SMS trailers at Uboot
We developed a cool algorithm to add informational trailer texts to SMS at Uboot. It was online from mid 2000 to mid 2011 (when Uboot stopped doing SMS). I developed this algorithm together with my colleague Mike. So that it doesn't get lost forever, here is a description of it :-)
The general situation was this:
- The users may send SMS from Uboot to phones
- SMS have fixed length (e.g. single part SMS contains 160 characters)
- The user may well type fewer than the maximum number of characters (e.g. 100 characters, resulting in a 1-part SMS with a maximum length of 160 characters)
- We can use this space to promote Uboot (e.g. add "Sent by www.uboot.com" text)
- We realized we needed a trailer system to define what text should be added to which SMS under which circumstances
Requirements:
- Texts should be stored in a separate file/files or DB (i.e. not in the middle of the source code)
- Different SMSs have a different number of free characters at the end (from zero characters upwards).

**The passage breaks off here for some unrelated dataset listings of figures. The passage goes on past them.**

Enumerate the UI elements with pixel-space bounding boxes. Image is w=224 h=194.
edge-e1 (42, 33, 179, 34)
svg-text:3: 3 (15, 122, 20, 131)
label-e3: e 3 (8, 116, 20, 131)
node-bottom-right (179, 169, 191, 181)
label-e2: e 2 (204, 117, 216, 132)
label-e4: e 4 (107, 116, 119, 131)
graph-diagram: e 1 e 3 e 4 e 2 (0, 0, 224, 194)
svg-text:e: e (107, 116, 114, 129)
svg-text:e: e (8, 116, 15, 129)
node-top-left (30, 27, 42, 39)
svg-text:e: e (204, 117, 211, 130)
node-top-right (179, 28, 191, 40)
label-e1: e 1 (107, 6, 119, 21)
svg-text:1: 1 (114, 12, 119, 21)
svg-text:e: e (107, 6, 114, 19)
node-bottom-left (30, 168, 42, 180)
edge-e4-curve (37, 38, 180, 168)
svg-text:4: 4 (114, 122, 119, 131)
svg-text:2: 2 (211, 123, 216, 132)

It would be nice to put longer texts on those SMS which have more characters free.
- Users speak different languages (English, German, ..)

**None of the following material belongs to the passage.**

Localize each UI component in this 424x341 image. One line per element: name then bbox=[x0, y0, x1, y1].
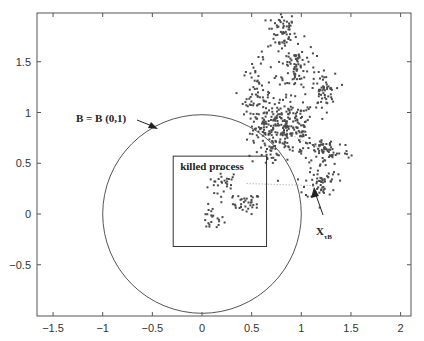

- It would be nice to put variables in the text (e.g. "Sent by USERNAME")
- The text depends on various other factors: Is the recipient the telephone number of a registered user?
We came up with the following solution. We called it "Table with Wildcards". Inspired by crontab, we used a file, one line of the file per rule.

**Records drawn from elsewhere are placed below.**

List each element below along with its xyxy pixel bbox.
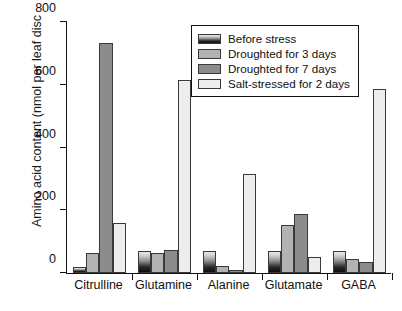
chart-legend: Before stressDroughted for 3 daysDrought… [191,25,359,97]
y-axis-tick [60,21,67,22]
bar [294,214,307,273]
bar [216,266,229,273]
legend-label: Salt-stressed for 2 days [228,78,350,90]
legend-swatch-icon [198,34,221,44]
x-axis-tick [392,273,393,280]
legend-label: Droughted for 3 days [228,48,336,60]
bar [359,262,372,273]
y-axis-title: Amino acid content (nmol per leaf disc [30,0,48,246]
y-axis-tick-label: 800 [35,1,56,15]
bar-group [73,22,126,273]
y-axis-tick-label: 400 [35,127,56,141]
bar [268,251,281,273]
bar [164,250,177,273]
bar [138,251,151,273]
x-axis-category-label: Glutamate [265,278,323,292]
legend-item: Salt-stressed for 2 days [198,76,350,91]
bar [243,174,256,273]
bar [203,251,216,273]
bar [99,43,112,273]
bar-chart-figure: Amino acid content (nmol per leaf disc 0… [0,0,402,311]
legend-item: Droughted for 3 days [198,46,350,61]
legend-swatch-icon [198,64,221,74]
bar [178,80,191,273]
x-axis-category-label: Citrulline [74,278,123,292]
x-axis-tick [262,273,263,280]
x-axis-category-label: GABA [341,278,376,292]
y-axis-tick [60,272,67,273]
legend-item: Before stress [198,31,350,46]
bar [333,251,346,273]
x-axis-category-label: Glutamine [135,278,192,292]
legend-label: Droughted for 7 days [228,63,336,75]
bar [73,267,86,273]
bar [229,270,242,273]
bar-group [138,22,191,273]
legend-swatch-icon [198,49,221,59]
bar [346,259,359,273]
bar [281,225,294,273]
bar [113,223,126,273]
y-axis-tick-label: 600 [35,64,56,78]
x-axis-tick [132,273,133,280]
legend-item: Droughted for 7 days [198,61,350,76]
y-axis-tick [60,147,67,148]
y-axis-tick-label: 0 [49,252,56,266]
x-axis-tick [327,273,328,280]
y-axis-tick [60,84,67,85]
bar [86,253,99,273]
bar [151,253,164,273]
y-axis-tick [60,209,67,210]
legend-label: Before stress [228,33,296,45]
legend-swatch-icon [198,79,221,89]
bar [308,257,321,273]
y-axis-tick-label: 200 [35,189,56,203]
x-axis-category-label: Alanine [208,278,250,292]
bar [373,89,386,273]
x-axis-tick [197,273,198,280]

- Each line had a set of columns for the conditions (language,..) with values such as "de" (single value), or "en,de" (multiple values), or * (any value is acceptable)
- The last column of the file was the text
- The text may contain variables such as ${USER}
For example:
language recipient-registered text en yes Sent by ${USER} on Uboot en no Sent by ${USER} on www.uboot.com en yes Sent by Uboot en no Sent by www.uboot.com * * Uboot * no www.uboot.com de yes Verschickt von ${USER} auf Uboot
The algorithm would do the following, when sending a particular SMS:
- Search through the file, finding all rules that matched the condition, take the texts
- Expand variables in the texts
- See how many characters are available in the user's SMS
- Throw away any texts (with variables expanded) which are longer than the available space
- Take the longest text out of the remaining text
- If there are more than one texts with the same length, choose one at random
- If no text matches, simply use no trailer (e.g. if only 1 character is free, it's unlikely a useful trailer will be defined with that length)
The advantage of this algorithm is, given two users who send an SMS with the same amount of space free, different trailers may be the longest, depending on how long their username is.